I have personally traveled these foothills since the late 1950s and have witnessed the enormous environmental changes that have taken place over the decades. One of the most troubling developments has been the dramatic decline in wildlife populations across their native ranges, largely due to the destruction and fragmentation of natural habitat.
Despite this, government officials within Rangeland Management and Fish and Wildlife — along with certain wild horse opponents— continue to argue that horses, rather than habitat loss, are responsible for the damage. However, during the Alberta Mountain Horse survey flight with Darrell Glover, I observed firsthand the extensive clear-cutting occurring in some of the most remote valleys. In one particular area I know well, the land was once home to wolverines — a species already at risk due to habitat loss. Yet, the minister responsible has suggested killing some in order to better assess their population status. This approach is difficult to understand, especially when habitat destruction continues at such a large scale.
It is encouraging to see that other individuals and organizations share the view that habitat loss — not wild horses — is the primary driver behind the decline of our wildlife and fish populations. An article from Let’s Go Outdoors Alberta clearly outlines how the loss of habitat is eroding the environmental treasures that make our province so unique. It is also encouraging to see a strong environmental advocate like Kevin Van Tighem agreeing with this viewpoint
Here is the post from their Facebook post. We thank them for allowing us to share this with you.

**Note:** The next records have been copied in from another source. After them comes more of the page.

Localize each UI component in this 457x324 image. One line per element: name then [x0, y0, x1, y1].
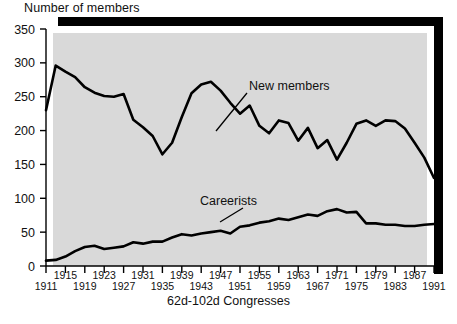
chart-figure: Number of members 62d-102d Congresses 05… — [0, 0, 457, 324]
x-tick-label: 1975 — [345, 280, 369, 292]
y-axis-ticks — [40, 29, 46, 266]
x-tick-label: 1959 — [267, 280, 291, 292]
series-label-careerists: Careerists — [200, 194, 257, 208]
x-tick-label: 1919 — [73, 280, 97, 292]
x-tick-label: 1983 — [384, 280, 408, 292]
y-tick-label: 200 — [14, 124, 35, 138]
plot-background — [53, 33, 427, 266]
x-tick-label: 1951 — [228, 280, 252, 292]
frame-shadow-right — [434, 17, 443, 274]
x-tick-label: 1927 — [112, 280, 136, 292]
y-tick-label: 150 — [14, 158, 35, 172]
x-tick-label: 1911 — [35, 280, 58, 292]
frame-shadow-top — [58, 17, 443, 26]
y-tick-label: 300 — [14, 56, 35, 70]
x-tick-label: 1967 — [306, 280, 330, 292]
y-axis-tick-labels: 050100150200250300350 — [14, 23, 35, 274]
y-tick-label: 100 — [14, 192, 35, 206]
series-label-new-members: New members — [249, 79, 330, 93]
y-tick-label: 50 — [21, 226, 35, 240]
x-tick-label: 1991 — [422, 280, 446, 292]
x-tick-label: 1935 — [151, 280, 175, 292]
y-tick-label: 0 — [28, 260, 35, 274]
line-chart-plot: 050100150200250300350 191119151919192319… — [0, 0, 457, 324]
y-tick-label: 250 — [14, 90, 35, 104]
y-tick-label: 350 — [14, 23, 35, 37]
x-tick-label: 1943 — [190, 280, 214, 292]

“We Don’t Have a Wildlife Problem. We Have a Habitat Problem”
“In Alberta, when wildlife numbers drop, we tend to look at the animal first.
- Too many wolves.
- Too many bears.
- Too few caribou.
- Declining trout.
- Struggling mule deer.
We debate seasons. We debate tags. We debate predator control. We debate allocations.
But we rarely ask the more uncomfortable question:
What’s happening to the land beneath them?
After decades of covering wildlife stories across this province — from the northern boreal forest to foothill cutblocks to prairie coulees — one pattern is impossible to ignore. When habitat is intact, wildlife finds a way. When habitat is fragmented, pressured, or degraded, no regulation can fully compensate.
- Caribou are not disappearing because they forgot how to be caribou.
- Bull trout are not declining because they lost the instinct to spawn.
- Grassland birds are not vanishing because they suddenly became less resilient.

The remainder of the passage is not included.